# Work instruction
Copy each line of the records below, from the first through the one that contains "This screenshot has", exactly as written.

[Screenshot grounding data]
- - -
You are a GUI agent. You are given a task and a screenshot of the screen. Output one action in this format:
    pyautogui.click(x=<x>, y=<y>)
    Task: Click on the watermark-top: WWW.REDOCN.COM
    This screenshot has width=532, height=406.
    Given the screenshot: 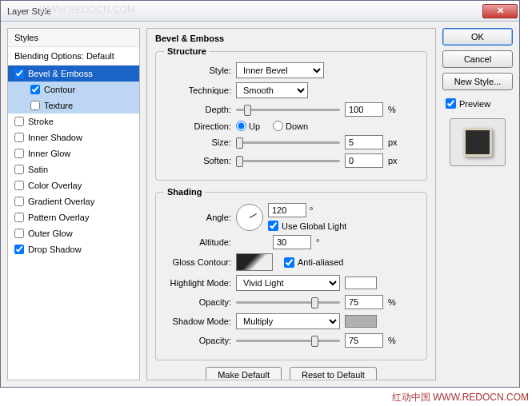 What is the action you would take?
    pyautogui.click(x=87, y=10)
    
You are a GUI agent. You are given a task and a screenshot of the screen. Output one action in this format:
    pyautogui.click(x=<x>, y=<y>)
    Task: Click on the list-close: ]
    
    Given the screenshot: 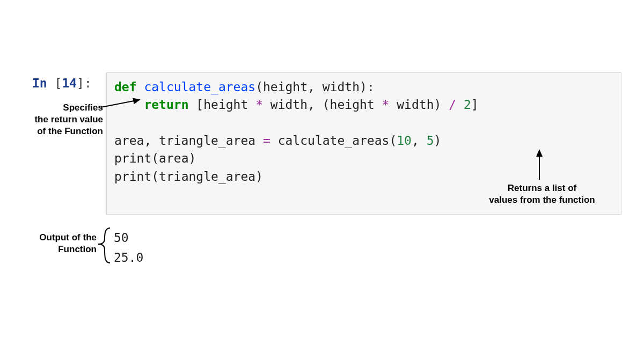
- - -
# Solution
You are a GUI agent. You are given a task and a screenshot of the screen. Output one action in this format:
    pyautogui.click(x=<x>, y=<y>)
    Task: Click on the watermark-top: WWW.REDOCN.COM
    This screenshot has width=532, height=406.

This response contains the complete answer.